■ Study material:
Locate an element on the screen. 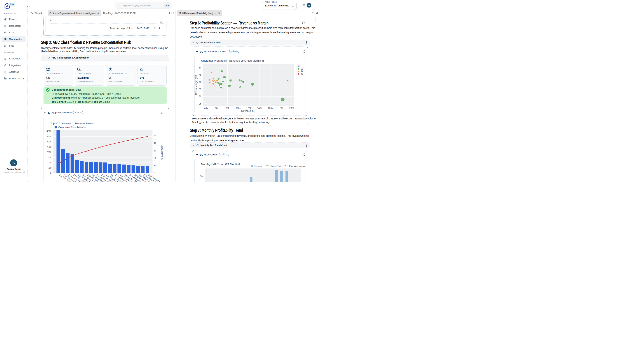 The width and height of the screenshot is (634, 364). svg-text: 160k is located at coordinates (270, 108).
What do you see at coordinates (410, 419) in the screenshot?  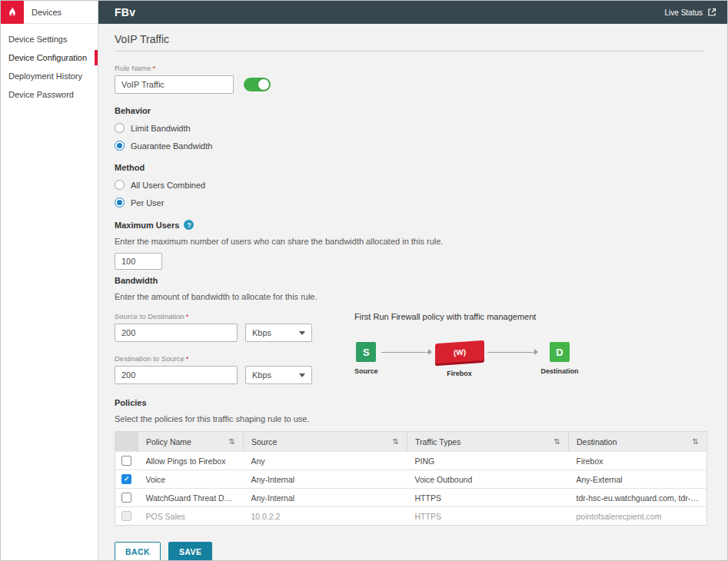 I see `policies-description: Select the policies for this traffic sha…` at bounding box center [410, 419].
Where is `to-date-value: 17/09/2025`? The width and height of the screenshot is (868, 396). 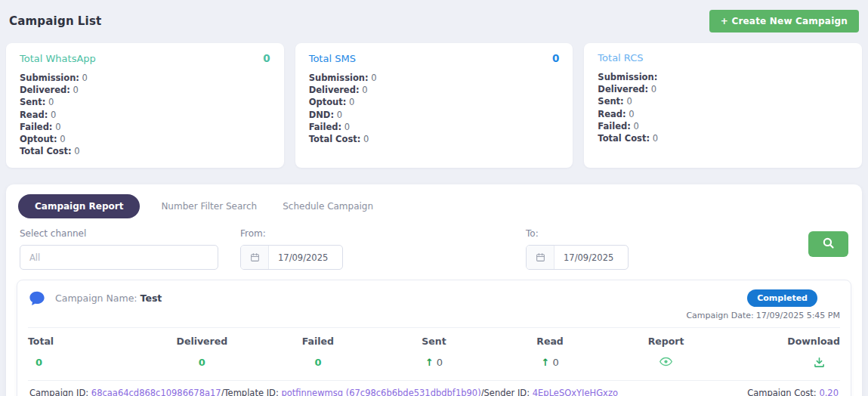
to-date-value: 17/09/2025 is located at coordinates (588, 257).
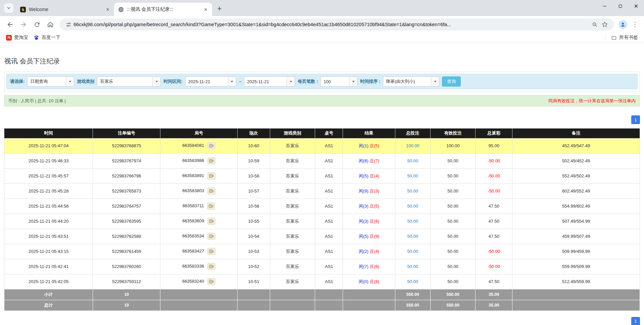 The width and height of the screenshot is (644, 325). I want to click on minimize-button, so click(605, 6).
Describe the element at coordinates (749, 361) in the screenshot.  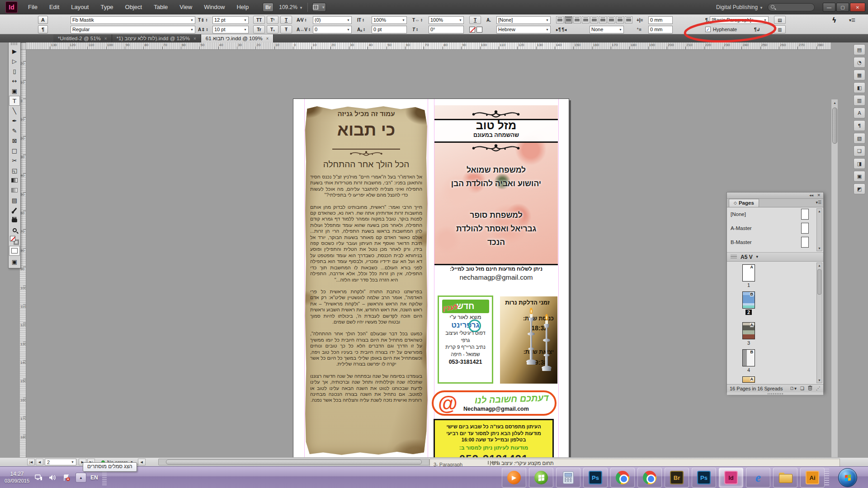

■ What to produce: Write out exactly the lines from the line that contains "is (868, 396)." through the end of the material, including both ends. No pictures belong in the copy.

■ Task output:
Where is `to-date-value: 17/09/2025`? The width and height of the screenshot is (868, 396). 
to-date-value: 17/09/2025 is located at coordinates (588, 257).
 The width and height of the screenshot is (644, 325). I want to click on minimize-button, so click(605, 6).
Describe the element at coordinates (749, 361) in the screenshot.  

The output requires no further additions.